Bug #17413
open[arv-mount] Exit (instead of undefined behavior) after unhandled exception
Description
When arv-mount encounters an unhandled exception during a fuse operation, it returns a generic I/O error.
except: _logger.exception("Unhandled exception during FUSE operation") raise llfuse.FUSEError(errno.EIO)
Since arv-mount uses "finally", function decorators, etc., this should behave correctly in most cases and avoid corrupting internal state.
However, in the case of MemoryError in particular (perhaps others?) it is quite possible for an exception to corrupt internal state, leading to incorrect/unpredictable results and deadlocks when handling concurrent/subsequent fuse operations.
This seems to be an inherent problem with the practice of using exceptions to handle routine errors. It's hard for an outer handler to know the difference between a routine error (passed up the stack gracefully by lower levels after cleaning themselves up with "finally" etc) and a real problem that has already caused the lower levels to abandon all hope of correctness. In the case of MemoryError specifically, which so many innocuous Python statements can encounter, it seems too optimistic to assume that it has been handled correctly by all inner layers without undefined side effects.
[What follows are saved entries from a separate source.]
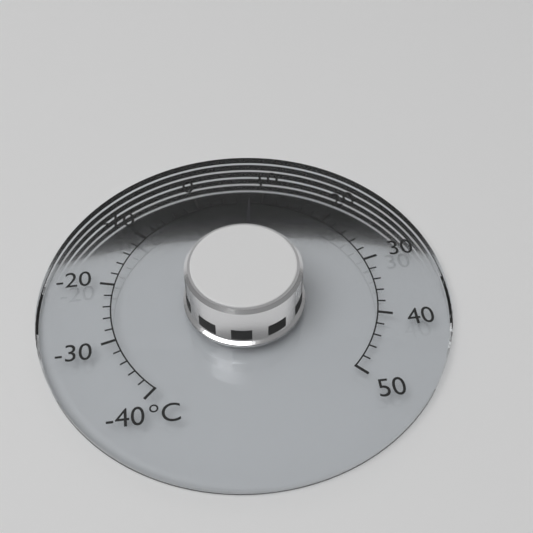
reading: 8 °C
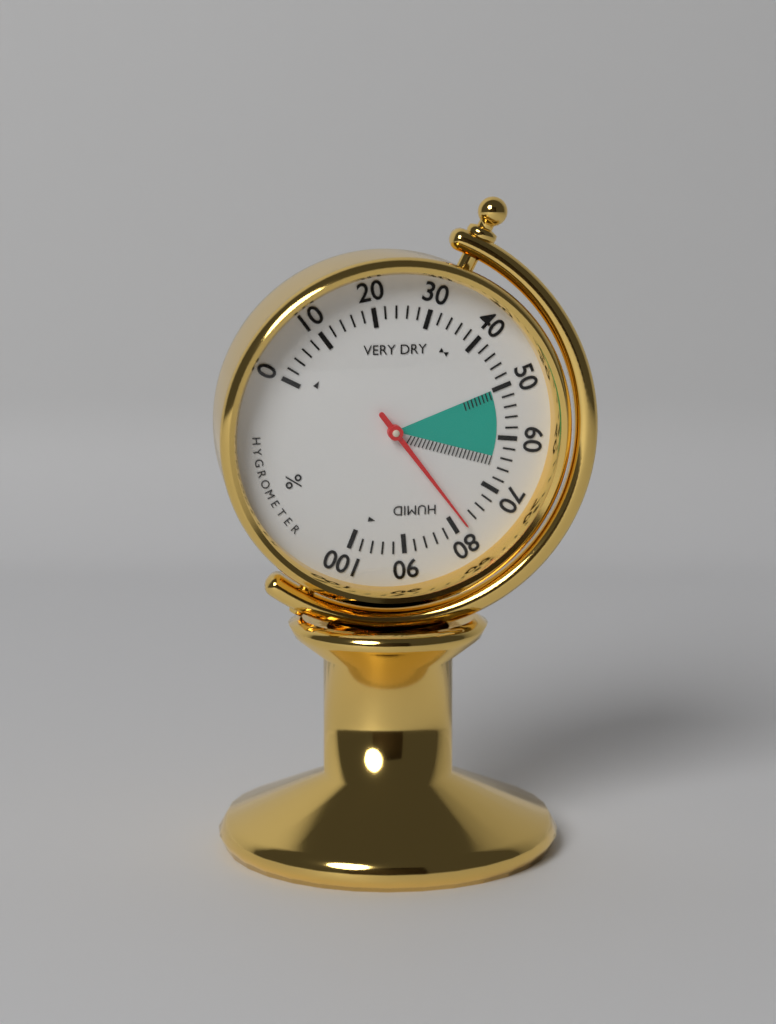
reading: 78 %
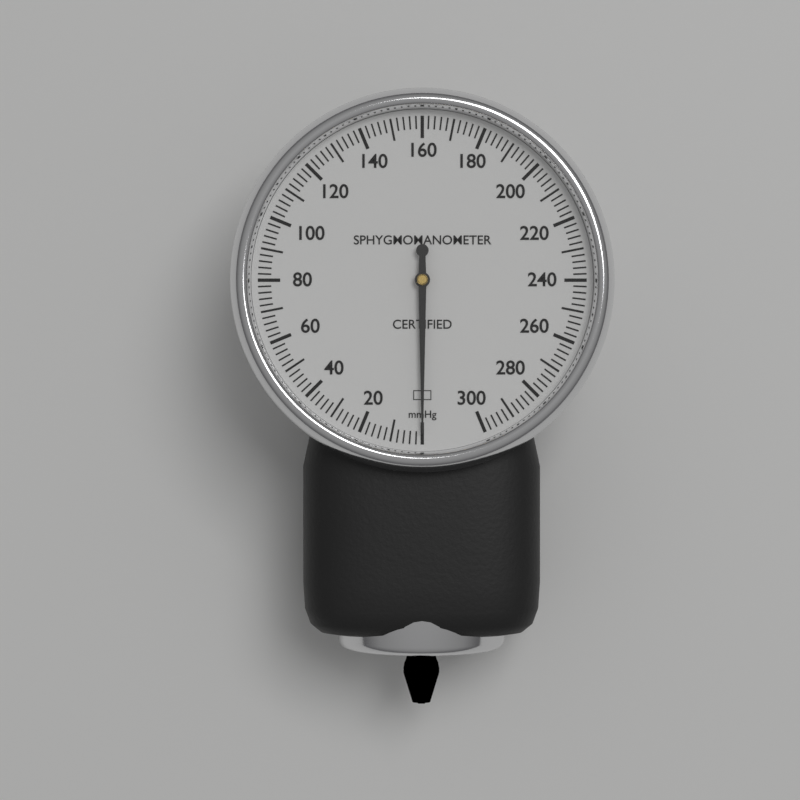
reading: 0 mmHg
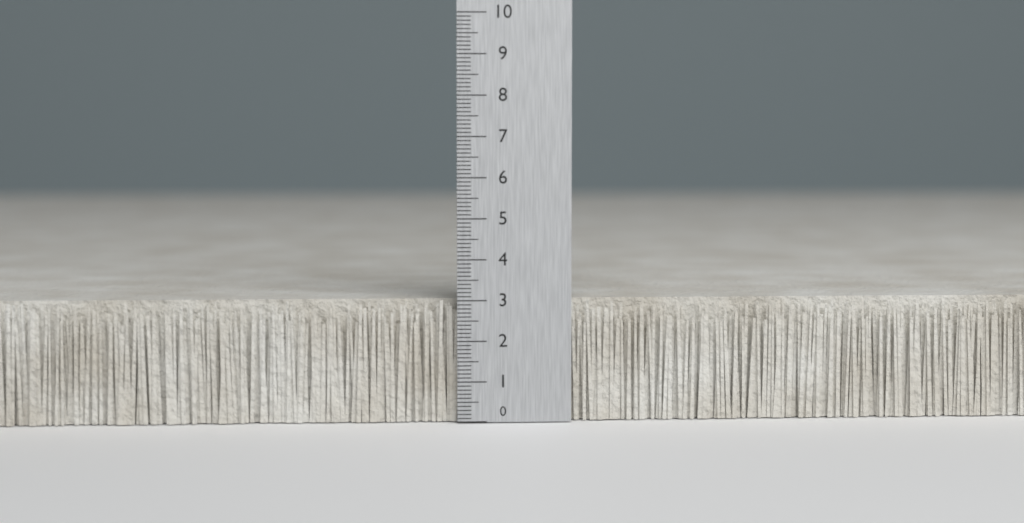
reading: 3.0 (no unit)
If we want to return errors instead of crashing on MemoryError in the most obvious place (i.e., allocating a buffer to read/write Keep data) it would be safer to catch MemoryError at the moment of allocation and re-raise it as a less generic error that can be caught by the generic arv-mount "I/O error" code. That way, when other MemoryError exceptions happen (e.g., while allocating a dict) we can do the safe thing and crash out, rather than proceeding with undefined results.